Hoe wait watching her in mournful shock.
“No, no!” Finn buried her face in her head then tore at the ground and at herself.
“Can Hoe help?” asked the little boy gruffly.
For the first time since her outburst, Finn’s eyes met his and she whispered, “I am so sorry!”
“For what?” Hoe considered her in puzzlement.
With a trembling hand Spy Finn waved to herself, “I did that, I did that to you.”
“You ruined my village?” asked Hoe.
She nodded, the tears streaming from her eyes.
“You took Ma and Pa away?” asked Hoe. 
Again she nodded. For a moment neither said a word but considered one another in confusion. Then Finn hung her head and mumbled, “Hoe, what you don’t know about me is that I am not just a spy.” She laughed bitterly and spat the words out as though they were disgusting to her, “I am also a Princess.”
Hoe blinked at her, not sure whether to kick her or bow so he just stared.
“The one day father leaves me in charge and I do this! I mess up his orders and ruin so many lives! It’s my fault!!! That traitor! Go on! Kick me. Spit at me. Mock me. I deserve it all. Hiding from it won’t help me now!” Finn cried in agony, half to herself and half to her company.

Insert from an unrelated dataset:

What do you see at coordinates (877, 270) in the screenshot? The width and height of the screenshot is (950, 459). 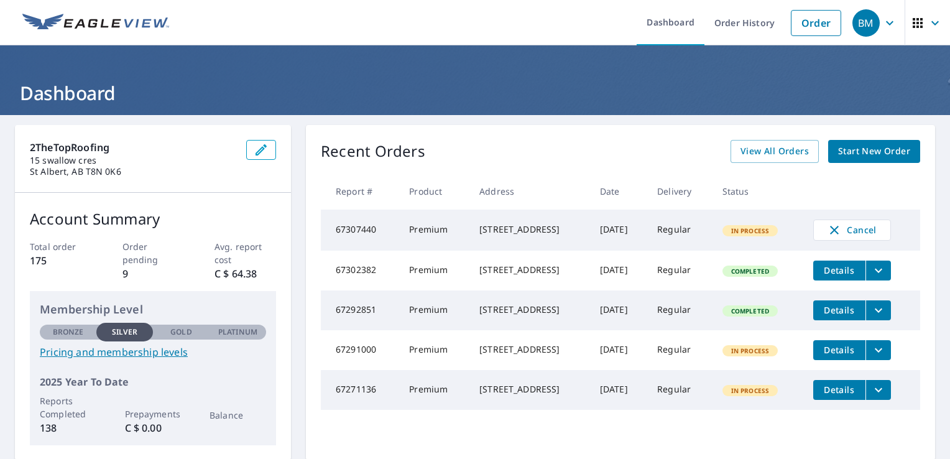 I see `button: filesDropdownBtn-67302382` at bounding box center [877, 270].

“Why would you do that?” Hoe hissed unsure of what to think or say.
“A knight tricked me but it was my fault. I thought I was in love with him! And he turned a traitor and now he ran off! Probably causing more problems! But why??? Why? Why? Why did I leave him in charge? All he wants is disaster!” she wept. “I thought he was honest and good but I was so, so wrong.”
“What? What is his name?” asked Hoe but he knew before she said it.
“Sir Icmath,” Finn cried with all the hatred she could muster. “But it was not just his fault… it was mine, mine, mine. Now he is off ruining something else and I… I am here doing nothing. I , Princess Crystal, doing nothing.”
Hoe vaguely remembered the Soothsayer’s stories mentioning that name. He had never expected the legendary princess to look like the swollen faced, tiny, dirty girl that knelt before him. Horror vibrated through his thoughts.
“Well,” He said in a very strong voice, as strong as he could muster, “Hoe may be wrong or Hoe may be right, but Hoe say do not give up. If Sir Icmath is so bad, he must be stopped. Hoe will help.”
“Two kids cannot save the world. I’ve only failed and, no offense or anything but you don’t look much better,” the princess pointed out.
“Looks be deceiving,” Hoe put in and he began to tell the Princess everything that had happened to him and how they had to save Brenda. He knew it was her fault that he had no home, but somehow he did not blame her.
When he had told her everything she finally agreed to find Sir Icmath.
“But first I think you should know something about Sir Icmath,” the princess noted, rubbing her sad face, “I was blind to it before everything,” she trembled and Hoe held his breathe for fear she would cry again but she didn’t, “but he is really good at deceiving. Brenda is in danger, not just physical. He can do something to the mind, make it evil. It takes time but it almost worked on me. I am just warning you, Brenda cannot be trusted either.”